Otherwise no-one at all would ever invest in the ones that lose and no-one would lose.

If you happen to consistently be in the ones that gain, it's because you got lucky. Not because you were cleverer (I'll ignore the possibility of being in receipt illegal inside information)

Look at all the "clever" people who followed Neil Woodford. Look at where it got them

And how many researches were there saying that his investments strategy was pants and that his funds should be avoided. No-one not a soul.

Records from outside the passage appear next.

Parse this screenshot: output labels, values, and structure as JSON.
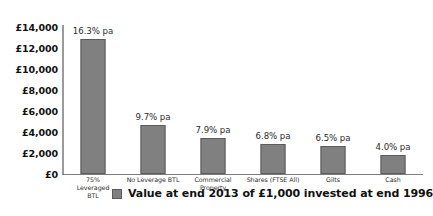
{
  "chart_data": {
    "type": "bar",
    "title": "",
    "subtitle": "",
    "xlabel": "",
    "ylabel": "",
    "ylim": [
      0,
      14000
    ],
    "ytick_labels": [
      "£14,000",
      "£12,000",
      "£10,000",
      "£8,000",
      "£6,000",
      "£4,000",
      "£2,000",
      "£0"
    ],
    "ytick_values": [
      14000,
      12000,
      10000,
      8000,
      6000,
      4000,
      2000,
      0
    ],
    "grid": false,
    "legend_position": "bottom",
    "categories": [
      "75% Leveraged BTL",
      "No Leverage BTL",
      "Commercial Property",
      "Shares (FTSE All)",
      "Gilts",
      "Cash"
    ],
    "category_lines": [
      [
        "75%",
        "Leveraged",
        "BTL"
      ],
      [
        "No Leverage BTL"
      ],
      [
        "Commercial Property"
      ],
      [
        "Shares (FTSE All)"
      ],
      [
        "Gilts"
      ],
      [
        "Cash"
      ]
    ],
    "values": [
      12850,
      4600,
      3350,
      2850,
      2650,
      1750
    ],
    "data_labels": [
      "16.3% pa",
      "9.7% pa",
      "7.9% pa",
      "6.8% pa",
      "6.5% pa",
      "4.0% pa"
    ],
    "series": [
      {
        "name": "Value at end 2013 of £1,000 invested at end 1996",
        "values": [
          12850,
          4600,
          3350,
          2850,
          2650,
          1750
        ],
        "color": "#808080"
      }
    ],
    "legend": [
      {
        "label": "Value at end 2013 of £1,000 invested at end 1996",
        "color": "#808080"
      }
    ]
  },
  "colors": {
    "bar_fill": "#808080",
    "bar_stroke": "#5c5c5c",
    "axis": "#7d7d7d",
    "text": "#111111",
    "background": "#ffffff"
  }
}
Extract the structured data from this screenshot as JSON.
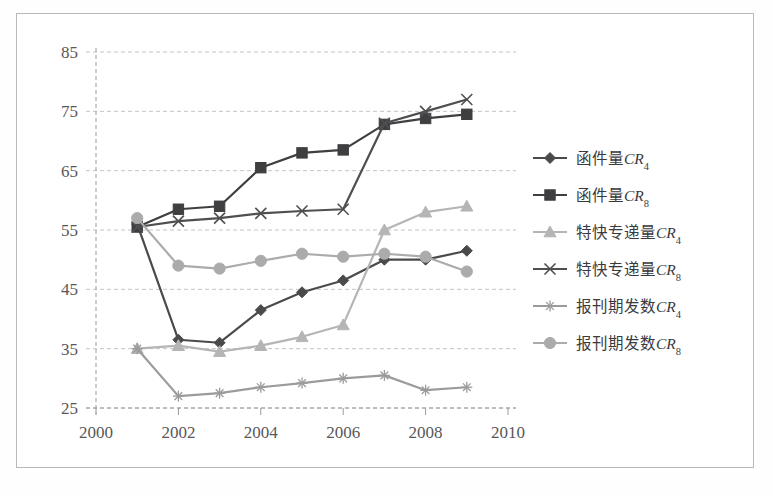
{
  "chart_data": {
    "type": "line",
    "title": "",
    "xlabel": "",
    "ylabel": "",
    "x": [
      2001,
      2002,
      2003,
      2004,
      2005,
      2006,
      2007,
      2008,
      2009
    ],
    "xlim": [
      2000,
      2010
    ],
    "ylim": [
      25,
      85
    ],
    "xticks": [
      "2000",
      "2002",
      "2004",
      "2006",
      "2008",
      "2010"
    ],
    "xtick_values": [
      2000,
      2002,
      2004,
      2006,
      2008,
      2010
    ],
    "yticks": [
      "25",
      "35",
      "45",
      "55",
      "65",
      "75",
      "85"
    ],
    "ytick_values": [
      25,
      35,
      45,
      55,
      65,
      75,
      85
    ],
    "grid": true,
    "grid_style": "dashed-horizontal",
    "legend_position": "right",
    "series": [
      {
        "name": "函件量CR4",
        "label_main": "函件量",
        "label_cr": "CR",
        "label_sub": "4",
        "marker": "diamond",
        "color": "#4a4a4c",
        "values": [
          56.0,
          36.5,
          36.0,
          41.5,
          44.5,
          46.5,
          50.0,
          50.0,
          51.5
        ]
      },
      {
        "name": "函件量CR8",
        "label_main": "函件量",
        "label_cr": "CR",
        "label_sub": "8",
        "marker": "square",
        "color": "#3f3f41",
        "values": [
          55.5,
          58.5,
          59.0,
          65.5,
          68.0,
          68.5,
          72.8,
          73.8,
          74.5
        ]
      },
      {
        "name": "特快专递量CR4",
        "label_main": "特快专递量",
        "label_cr": "CR",
        "label_sub": "4",
        "marker": "triangle",
        "color": "#b5b5b5",
        "values": [
          35.0,
          35.5,
          34.5,
          35.5,
          37.0,
          39.0,
          55.0,
          58.0,
          59.0
        ]
      },
      {
        "name": "特快专递量CR8",
        "label_main": "特快专递量",
        "label_cr": "CR",
        "label_sub": "8",
        "marker": "cross",
        "color": "#4f4f52",
        "values": [
          55.5,
          56.5,
          57.0,
          57.8,
          58.2,
          58.5,
          73.0,
          75.0,
          77.0
        ]
      },
      {
        "name": "报刊期发数CR4",
        "label_main": "报刊期发数",
        "label_cr": "CR",
        "label_sub": "4",
        "marker": "star",
        "color": "#9b9b9b",
        "values": [
          35.0,
          27.0,
          27.5,
          28.5,
          29.2,
          30.0,
          30.5,
          28.0,
          28.5
        ]
      },
      {
        "name": "报刊期发数CR8",
        "label_main": "报刊期发数",
        "label_cr": "CR",
        "label_sub": "8",
        "marker": "circle",
        "color": "#ababab",
        "values": [
          57.0,
          49.0,
          48.5,
          49.8,
          51.0,
          50.5,
          51.0,
          50.5,
          48.0
        ]
      }
    ]
  },
  "colors": {
    "frame": "#b9b9b9",
    "grid": "#c4c4c4",
    "axis": "#9a9a9a",
    "tick_text": "#58585a",
    "background": "#ffffff"
  }
}
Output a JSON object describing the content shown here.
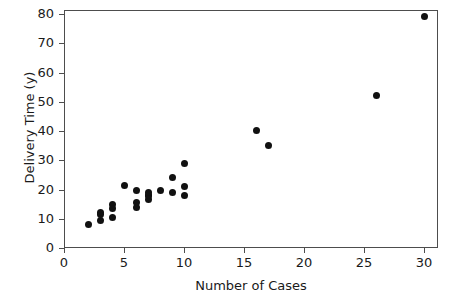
{
  "chart_data": {
    "type": "scatter",
    "title": "",
    "xlabel": "Number of Cases",
    "ylabel": "Delivery Time (y)",
    "xlim": [
      -1,
      31.5
    ],
    "ylim": [
      -2,
      83
    ],
    "grid": false,
    "legend": false,
    "xticks": [
      0,
      5,
      10,
      15,
      20,
      25,
      30
    ],
    "yticks": [
      0,
      10,
      20,
      30,
      40,
      50,
      60,
      70,
      80
    ],
    "xticklabels": [
      "0",
      "5",
      "10",
      "15",
      "20",
      "25",
      "30"
    ],
    "yticklabels": [
      "0",
      "10",
      "20",
      "30",
      "40",
      "50",
      "60",
      "70",
      "80"
    ],
    "marker": {
      "shape": "circle",
      "color": "#111111",
      "size_px": 7
    },
    "x": [
      7,
      3,
      3,
      4,
      6,
      7,
      2,
      7,
      30,
      5,
      16,
      10,
      4,
      6,
      9,
      10,
      6,
      7,
      3,
      17,
      10,
      26,
      9,
      8,
      4
    ],
    "y": [
      16.7,
      11.5,
      12.0,
      14.9,
      13.8,
      18.1,
      8.0,
      17.8,
      79.2,
      21.5,
      40.3,
      21.0,
      13.5,
      19.8,
      24.0,
      29.0,
      15.4,
      19.0,
      9.5,
      35.1,
      17.8,
      52.0,
      19.0,
      19.8,
      10.4
    ],
    "n_points": 25
  },
  "axes": {
    "x_title": "Number of Cases",
    "y_title": "Delivery Time (y)"
  }
}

I have 20 year old managed funds that haven't beaten inflation

Look at the stock market over the past 20 years

If you invested in 2000, by 2020 it was up 12%, about 0.5% (compound) per year. Big f****ng deal

The guaranteed stellar gains through the 80/90s are history. They have not be consistently repeated since then. If you got lucky and picked trough to peak you will have done well. But you have to be bloody lucky to get that right

Reply to
tim...

Apart from no NI pensioners pay just as much as everyone else. Not all pensioners are living in poverty! As a pensioner I pay income tax on my pensions, community taxes (rates or what ever the name is this week) VAT, fuel tax, alcohol tax etc. etc.

Reply to
alan_m

You mean exactly like those younger than working age too?

Reply to
Dave Plowman (News

You have to remember many are jealous of those sensible enough to select a career that included a decent pension as part of the remuneration. And of course voted for a government who did their level best to get rid of occupational pensions via any means possible.

Reply to
Dave Plowman (News

That's called investing in the younger generation to provide wealth later. Return on investment capital is very good.

I guess investment, and return on investments, are dirty words / concepts in socialism?